• Entries supplied:
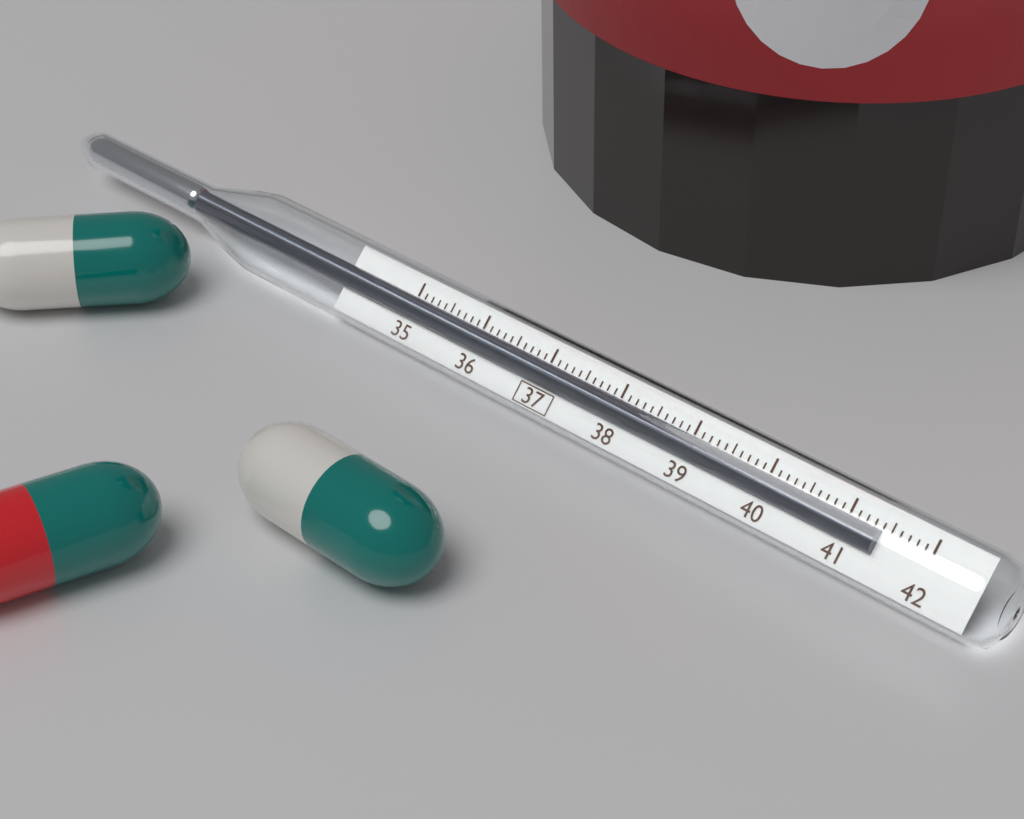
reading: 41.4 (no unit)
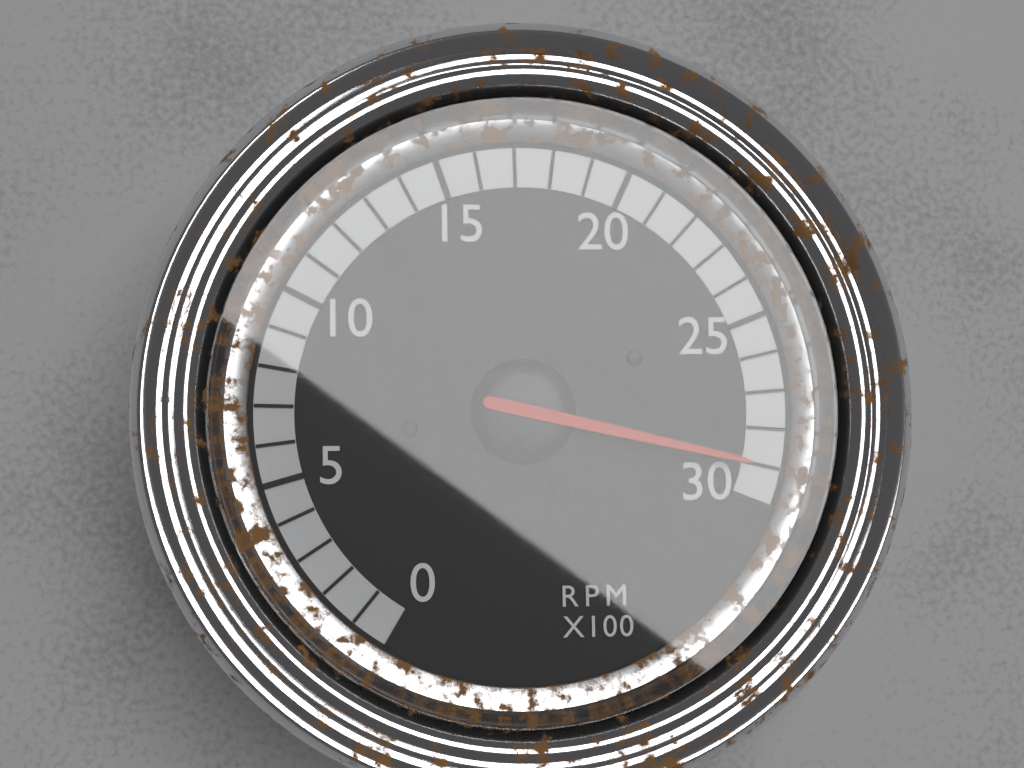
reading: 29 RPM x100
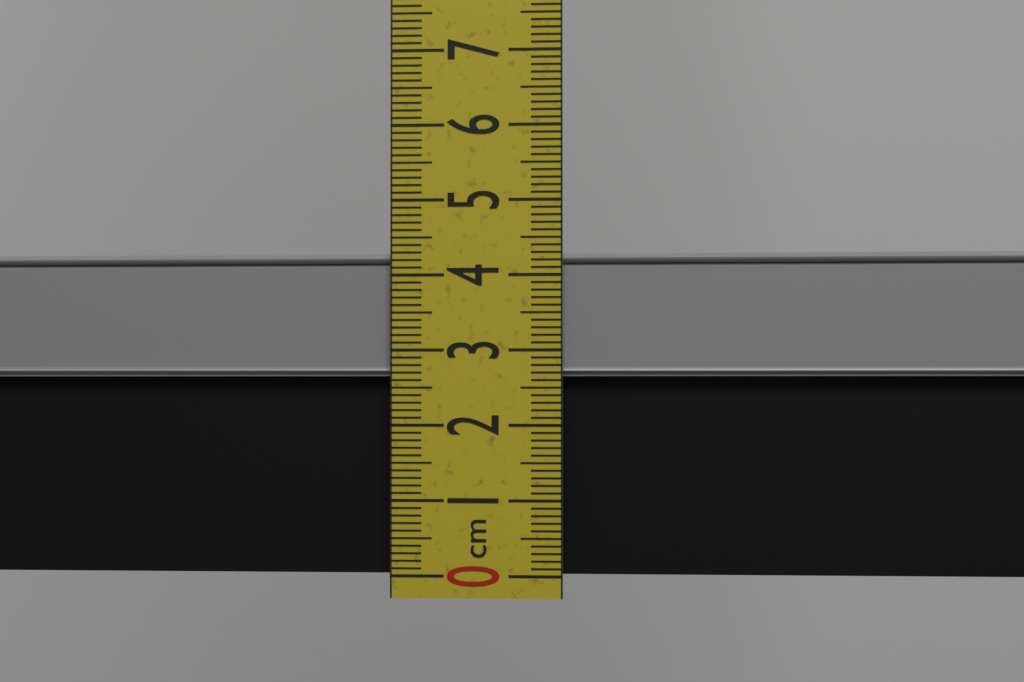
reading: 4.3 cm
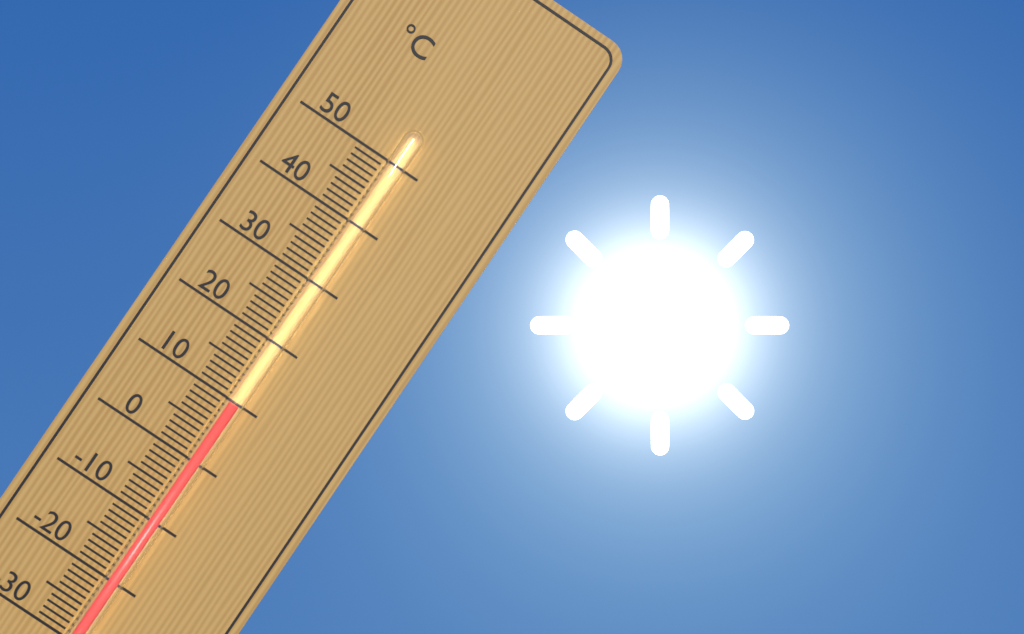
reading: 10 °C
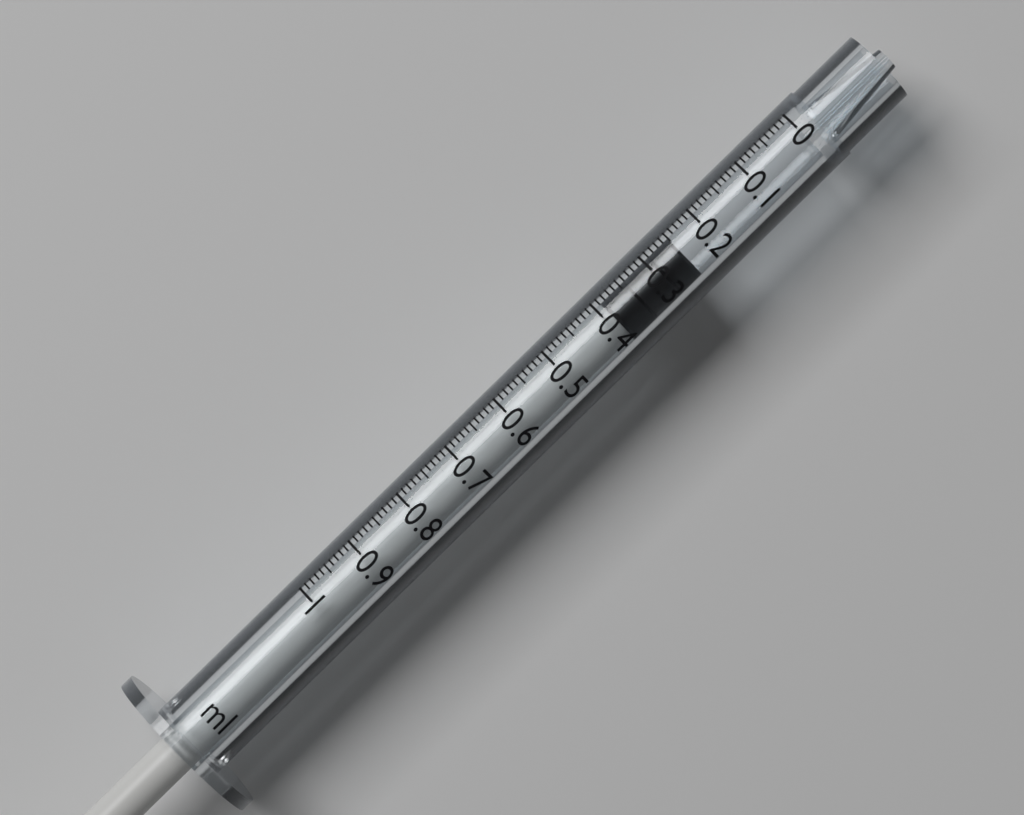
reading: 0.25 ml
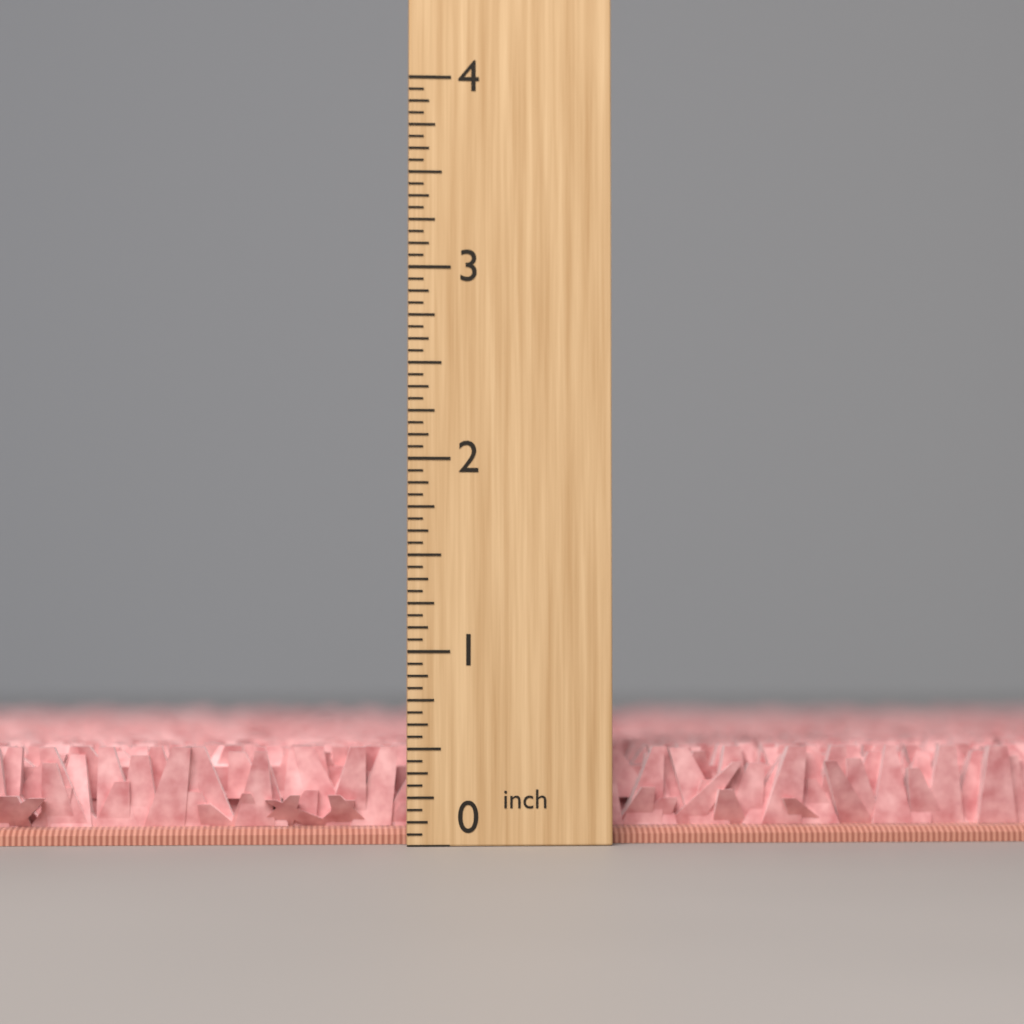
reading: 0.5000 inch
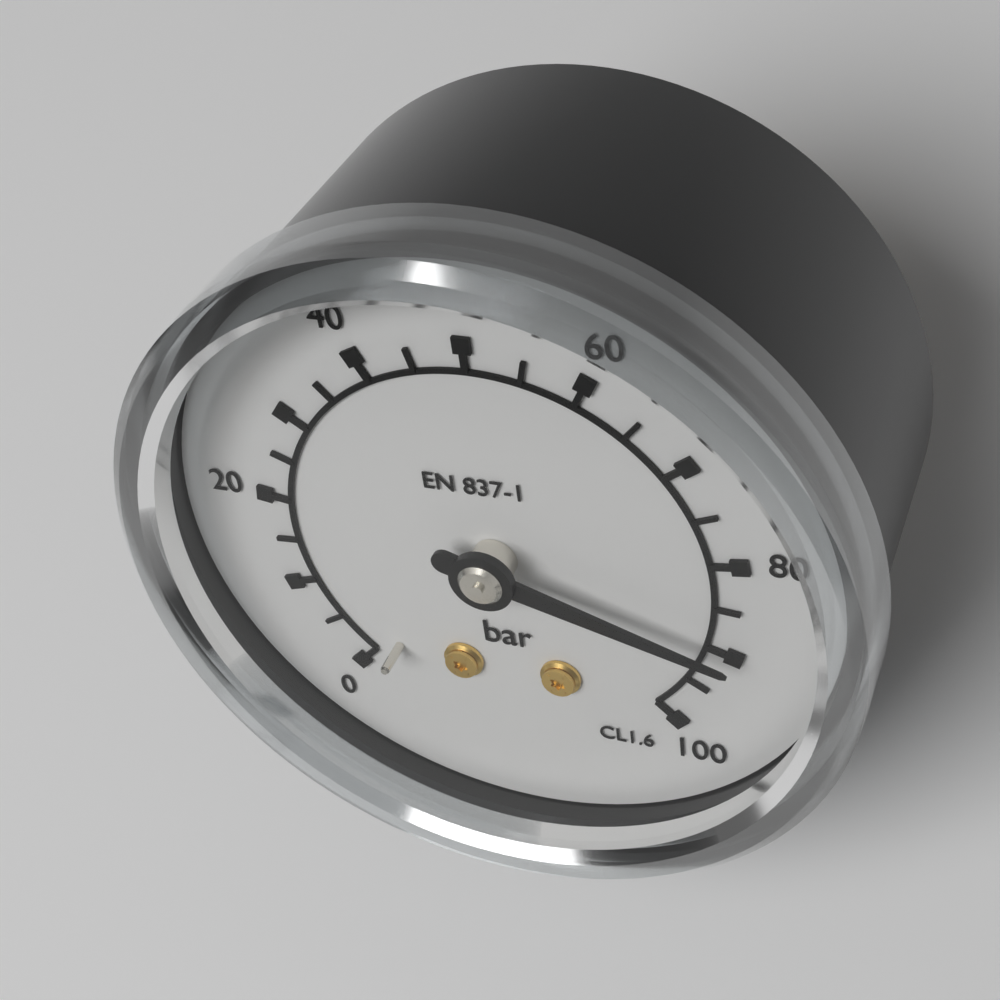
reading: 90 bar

• Your goal:
With the images omitted, return the full material exactly.

• Expected answer:
reading: 41.4 (no unit)
reading: 29 RPM x100
reading: 4.3 cm
reading: 10 °C
reading: 0.25 ml
reading: 0.5000 inch
reading: 90 bar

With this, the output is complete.